When I first started building encrypted client-side applications, my first instinct was to reach for a third-party library like CryptoJS or Forge. They are feature-rich, but they come with a cost: bundle size, slower execution, and the inherent risk of introducing a vulnerability through a dependency. This led me to ask: can I use Web Crypto API for production, or is it too experimental?

The short answer is yes. In fact, for most modern applications, you should use the Web Crypto API. It is a native browser implementation that provides hardware-accelerated cryptographic operations, making it significantly faster and more secure than any JavaScript-based alternative. However, ‘production-ready’ doesn’t mean ‘foolproof.’ There are specific constraints regarding secure contexts and key management that you must understand before shipping.

The Fundamentals of Web Crypto API

The Web Crypto API provides a low-level interface for performing cryptographic operations. Unlike legacy libraries, it doesn’t run in the main JS execution thread in the same way; it leverages the browser’s internal C++ implementation, which is optimized for the underlying CPU architecture.

Before diving into the code, it’s important to understand cryptography basics for developers. The Web Crypto API focuses on three main areas: Key Generation, Encryption/Decryption, and Hashing/Signing.

The ‘Secure Context’ Requirement

One critical caveat for production: the Web Crypto API is only available in Secure Contexts. This means your site must be served over HTTPS or localhost. If you try to access window.crypto.subtle on an insecure HTTP connection, it will be undefined. This is a non-negotiable security measure to prevent man-in-the-middle attacks from injecting malicious crypto logic.

Deep Dive: Production Implementation Strategies

1. Generating and Managing Keys

In my experience, the biggest mistake developers make is handling raw key material in JavaScript strings. The Web Crypto API solves this by using CryptoKey objects. These objects can be marked as extractable: false, meaning the private key never actually touches your JavaScript variables in a way that can be easily leaked via an XSS attack.

async function generateProductionKey() {
  const keyPair = await window.crypto.subtle.generateKey(
    {
      name: "RSA-OAEP",
      modulusLength: 4096,
      publicExponent: new Uint8Array([1, 0, 1]),
      hash: "SHA-256",
    },
    false, // Not extractable! The private key stays in the browser's secure storage
    ["encrypt", "decrypt"]
  );
  return keyPair;
}

2. Symmetric vs. Asymmetric Encryption

For production, you need to choose the right tool for the job. I typically use AES-GCM for bulk data encryption because it provides authenticated encryption, ensuring the data hasn’t been tampered with. For key exchange, I stick to RSA-OAEP or ECDH.

3. Handling Hashing and Passwords

While crypto.subtle.digest('SHA-256', data) is great for integrity checks, it is not suitable for password hashing. Remember, SHA-256 is too fast, making it vulnerable to GPU brute-forcing. If you are handling passwords on the client side before sending them to a server, I highly recommend using Argon2 in web apps via WebAssembly for a memory-hard alternative.

Comparison of JS-based crypto libraries vs native Web Crypto API performance
Comparison of JS-based crypto libraries vs native Web Crypto API performance

Implementing a Secure Workflow

To move from a prototype to a production-grade system, follow this architectural flow: generate a temporary session key (AES), encrypt the data, and then encrypt that session key using the recipient’s public RSA key. This hybrid approach gives you the speed of symmetric encryption with the security of asymmetric key distribution.

As shown in the architecture diagram above, the key is to minimize the time sensitive data exists in a decrypted state within the browser’s memory.

Secure Key Storage

Where do you store the keys? localStorage is a disaster for crypto keys because it’s accessible by any script on your origin. Instead, I use IndexedDB to store CryptoKey objects. Since IndexedDB can store the structured CryptoKey object directly, the browser can keep the key non-extractable while still persisting it across sessions. For more on this, check out my guide on secure key storage.

Principles for Production Crypto

Tools for Testing and Debugging

Debugging crypto is notoriously difficult because the output is binary (ArrayBuffers). I recommend using a small helper function to convert these to Base64 for logging during development:

const bufferToBase64 = buf => btoa(String.fromCharCode(...new Uint8Array(buf)));

For auditing your implementation, I suggest using the browser’s Application Tab in Chrome DevTools to inspect IndexedDB and ensure your keys aren’t accidentally stored as plain text strings.

Case Study: End-to-End Encrypted Chat

I recently implemented a small E2EE chat prototype using this API. By leveraging window.crypto.subtle, I reduced the initial bundle size by 120KB (by removing a heavy JS library) and saw a 4x increase in encryption speed on mobile devices. The biggest hurdle was handling the ArrayBuffer conversions, but the performance gains in production were undeniable.

If you’re building something similar, start by defining your key rotation policy early. Production crypto isn’t just about the algorithm; it’s about how you handle keys over time.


→ **WHAT YOU NEED TO DO**:
The answer is to be the lines below that lie between the line holding "Annotate this image: element" and the line holding "Enumerate the UI", inclusive, transcribed exactly and free of pictures.
MATERIAL FOR THIS EXERCISE: Begin
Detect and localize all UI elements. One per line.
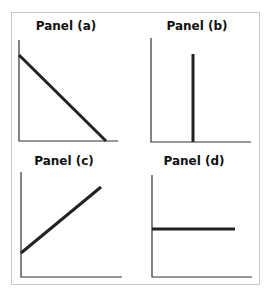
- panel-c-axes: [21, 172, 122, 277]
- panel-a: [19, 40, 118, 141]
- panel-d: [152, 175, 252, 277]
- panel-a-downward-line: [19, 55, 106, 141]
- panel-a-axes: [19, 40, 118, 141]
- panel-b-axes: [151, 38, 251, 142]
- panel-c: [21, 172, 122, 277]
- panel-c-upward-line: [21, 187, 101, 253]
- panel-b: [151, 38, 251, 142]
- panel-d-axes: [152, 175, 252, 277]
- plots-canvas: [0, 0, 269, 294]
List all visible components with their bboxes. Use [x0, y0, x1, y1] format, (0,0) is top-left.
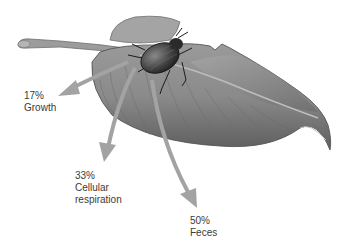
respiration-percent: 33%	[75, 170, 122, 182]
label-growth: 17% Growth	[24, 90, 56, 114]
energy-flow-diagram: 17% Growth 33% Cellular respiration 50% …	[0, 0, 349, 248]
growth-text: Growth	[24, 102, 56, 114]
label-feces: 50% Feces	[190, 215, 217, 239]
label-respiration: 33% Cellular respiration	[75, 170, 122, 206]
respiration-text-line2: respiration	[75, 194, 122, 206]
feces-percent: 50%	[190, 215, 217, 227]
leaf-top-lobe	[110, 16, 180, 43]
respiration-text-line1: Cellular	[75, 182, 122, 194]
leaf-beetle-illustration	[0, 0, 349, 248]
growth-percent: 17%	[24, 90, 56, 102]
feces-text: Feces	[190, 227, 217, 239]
MATERIAL FOR THIS EXERCISE: End
MATERIAL FOR THIS EXERCISE: Begin
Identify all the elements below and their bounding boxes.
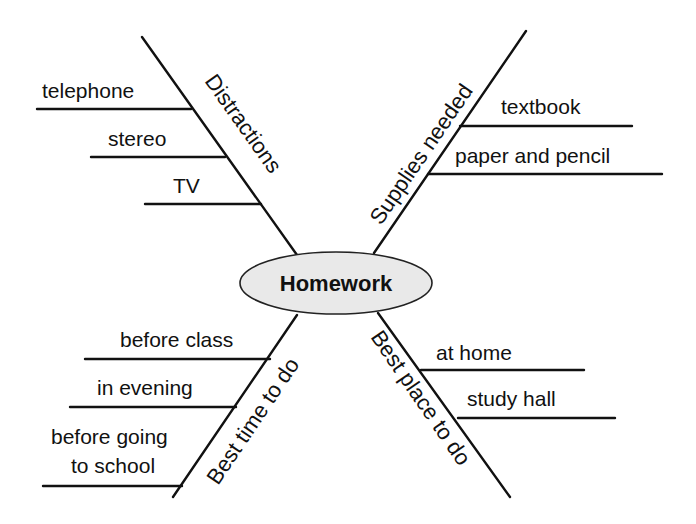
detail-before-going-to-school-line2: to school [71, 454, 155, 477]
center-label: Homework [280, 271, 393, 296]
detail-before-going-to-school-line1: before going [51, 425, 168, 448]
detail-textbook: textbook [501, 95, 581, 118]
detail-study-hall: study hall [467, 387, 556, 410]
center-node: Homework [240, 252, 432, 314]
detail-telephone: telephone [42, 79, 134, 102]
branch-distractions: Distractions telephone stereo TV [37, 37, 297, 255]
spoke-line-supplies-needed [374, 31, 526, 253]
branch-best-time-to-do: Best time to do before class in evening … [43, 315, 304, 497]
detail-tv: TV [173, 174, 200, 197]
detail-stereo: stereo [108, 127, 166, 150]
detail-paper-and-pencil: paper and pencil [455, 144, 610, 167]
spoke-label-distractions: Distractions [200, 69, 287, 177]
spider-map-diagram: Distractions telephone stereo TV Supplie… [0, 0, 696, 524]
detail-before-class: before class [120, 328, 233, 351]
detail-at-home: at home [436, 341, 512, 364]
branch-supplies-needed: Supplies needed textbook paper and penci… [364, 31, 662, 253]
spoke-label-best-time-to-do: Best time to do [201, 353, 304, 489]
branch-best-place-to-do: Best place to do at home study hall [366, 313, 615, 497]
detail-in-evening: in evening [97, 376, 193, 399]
MATERIAL FOR THIS EXERCISE: End
MATERIAL FOR THIS EXERCISE: Begin
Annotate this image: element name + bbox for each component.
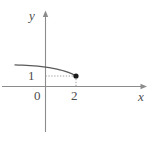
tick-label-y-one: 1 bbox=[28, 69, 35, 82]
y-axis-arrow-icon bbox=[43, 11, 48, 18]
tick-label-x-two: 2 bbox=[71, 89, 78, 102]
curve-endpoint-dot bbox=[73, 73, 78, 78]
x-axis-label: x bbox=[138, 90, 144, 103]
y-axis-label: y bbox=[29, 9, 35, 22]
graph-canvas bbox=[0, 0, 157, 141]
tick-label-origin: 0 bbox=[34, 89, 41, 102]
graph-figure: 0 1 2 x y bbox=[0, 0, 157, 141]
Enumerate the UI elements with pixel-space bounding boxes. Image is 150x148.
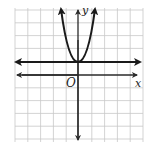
MATERIAL FOR THIS EXERCISE: End
→ **RESPONSE AREA**:
Annotate this image: element name + bbox for each component.
tick-label-y-one: 1 bbox=[28, 69, 35, 82]
y-axis-arrow-icon bbox=[43, 11, 48, 18]
tick-label-x-two: 2 bbox=[71, 89, 78, 102]
curve-endpoint-dot bbox=[73, 73, 78, 78]
x-axis-label: x bbox=[138, 90, 144, 103]
y-axis-label: y bbox=[29, 9, 35, 22]
graph-canvas bbox=[0, 0, 157, 141]
tick-label-origin: 0 bbox=[34, 89, 41, 102]
graph-figure: 0 1 2 x y bbox=[0, 0, 157, 141]
Enumerate the UI elements with pixel-space bounding boxes. Image is 150x148.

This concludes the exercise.